Cardiometabolic protein expression levels and pathways associated with kidney function decline in older European adults with advanced kidney disease
Clinical Kidney Journal, 2025
Aylward R., Hayward S., Chesnaye N., Janse R., Jonsson P., Torino C., Demetrio A., Szymczak M., Drechsler C., Dekker F., Evans M., Jager K., Wanner C., Rayner B., Ben-Shlomo Y., Tiffin N., Caskey F., Birnie K.
Disease area | Application area | Sample type | Products |
---|---|---|---|
Nephrology | Pathophysiology | Plasma | Olink Target 96 |
Abstract
Background
Cardiovascular disease and chronic kidney disease (CKD) progression pathophysiology are similar.
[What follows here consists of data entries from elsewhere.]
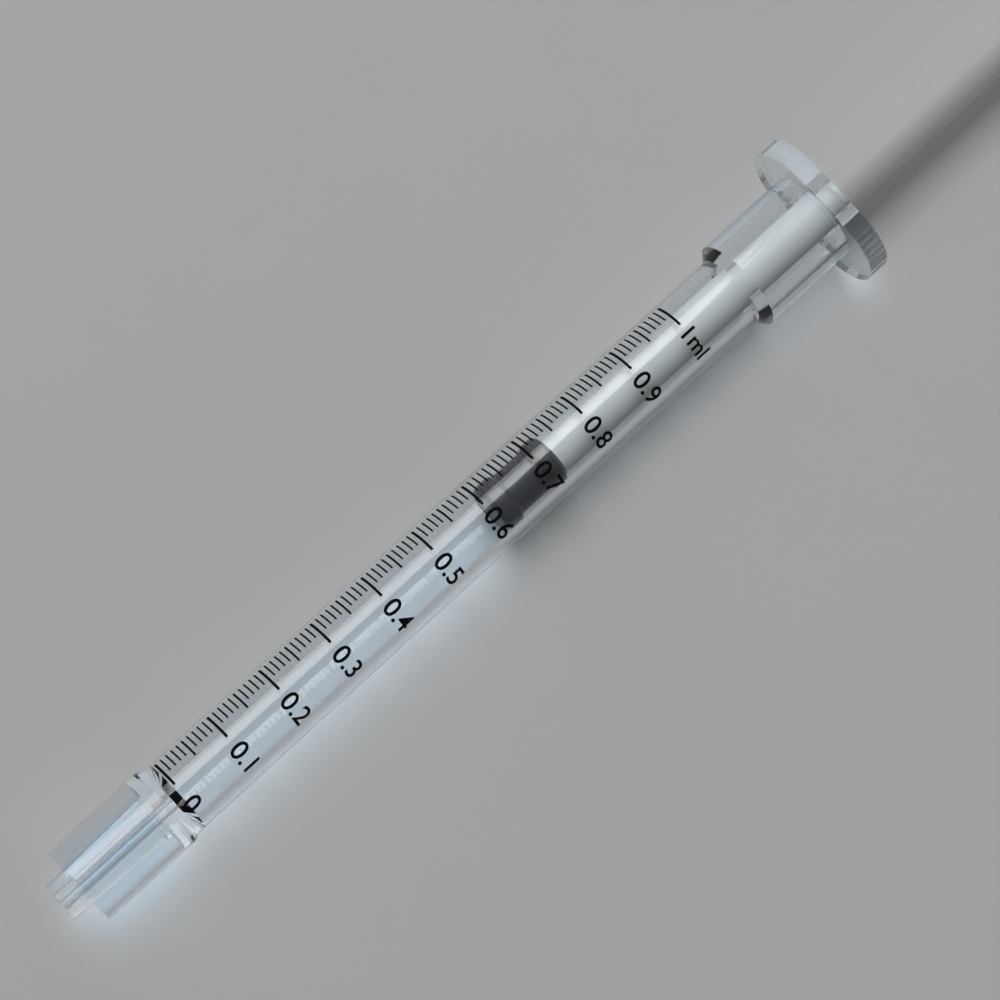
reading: 0.61 ml
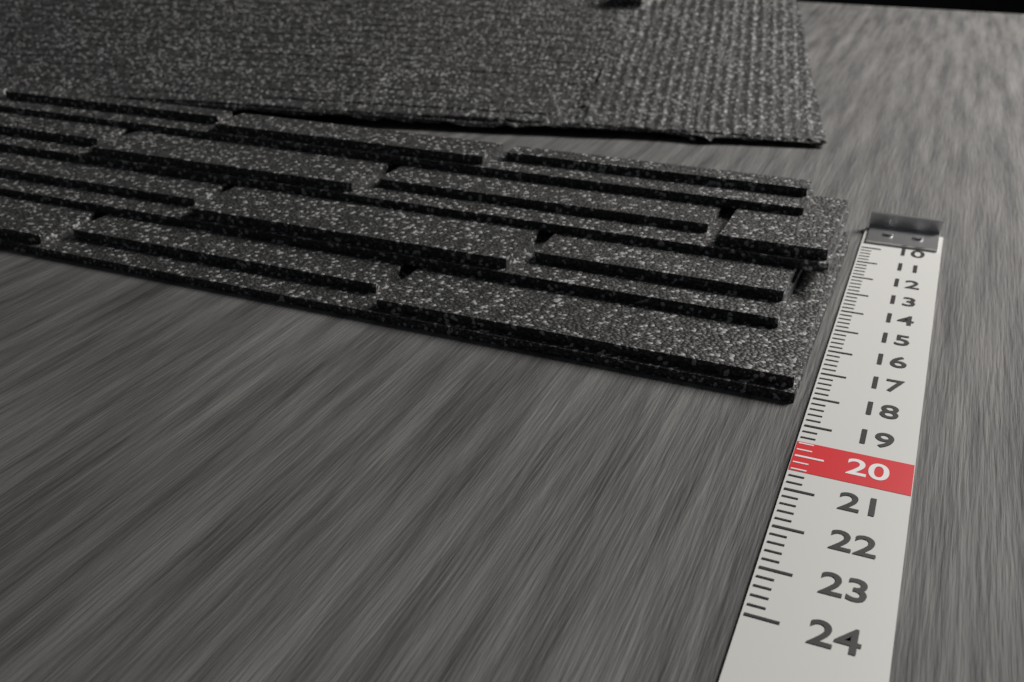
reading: 18.2 (no unit)
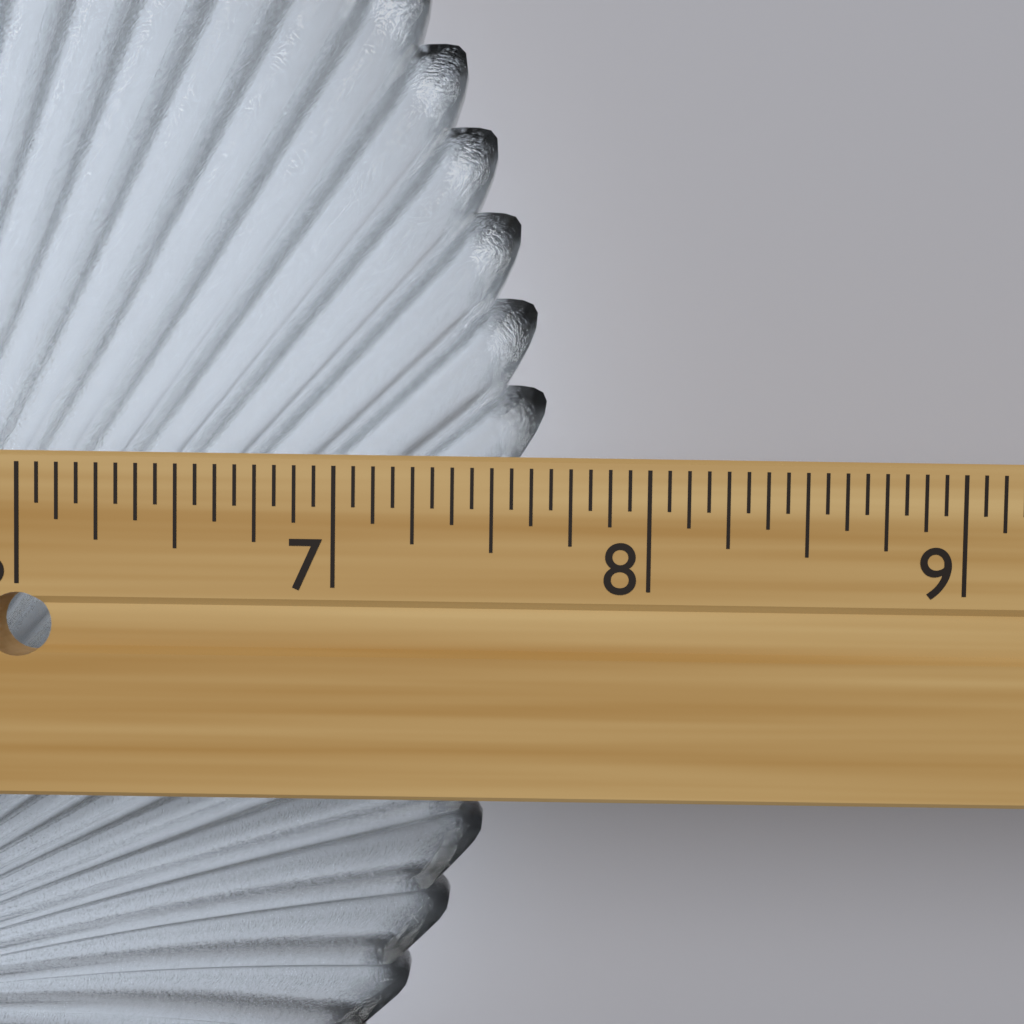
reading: 7.6875 in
We investigated associations of cardiometabolic protein expression and pathways with kidney function decline in older adults with advanced CKD referred for nephrology assessment.
Methods
Two plasma proteomic panels analysed at baseline (Olink® cardiometabolic T96 and cardiovascular II T96, Uppsala, Sweden) and longitudinal estimated glomerular filtration rate (eGFR) data from European adults aged >65 years with a single eGFR of <20 mL/min/1.73 m2 [European Quality (EQUAL) Study] were used to explore mechanisms of CKD progression. Protein-slope associations were estimated using generalized linear mixed-effects models and with a false-discovery rate P < .05 taken to validation to verify the effect size of the association. Proteins were further modularized into biological pathways using pathway enrichment analysis.
Results
A discovery sub-cohort of 238 complete-case participants from Germany, the UK and Poland (median age 76 years, 41% female sex, median baseline eGFR 17.8 mL/min/1.73 m2) were included and 246 participants from Sweden formed the validation sub-cohort (median age 75 years, 28% female, median baseline eGFR 17.5 mL/min/1.73 m2). Of the 175 analysed proteins, higher expression levels of Receptor-type tyrosine-protein phosphatase S [–15.4% change in eGFR per year per doubling of protein expression; 95% confidence interval (CI) –23.5%, –7.6%], Insulin-like growth factor binding protein 6 (–7.9%; 95% CI –12.3%, –3.5%) and Ficolin 2 (–7.4%; 95% CI –12.0%, –2.8%) showed a validated association with eGFR decline.
Conclusions
Higher expression levels of proteins and biological pathways involving fibrogenesis and the complement cascade were found to be associated with kidney function loss. However, study limitations and unavailability of concurrent kidney cellular proteomic signatures necessitate further study.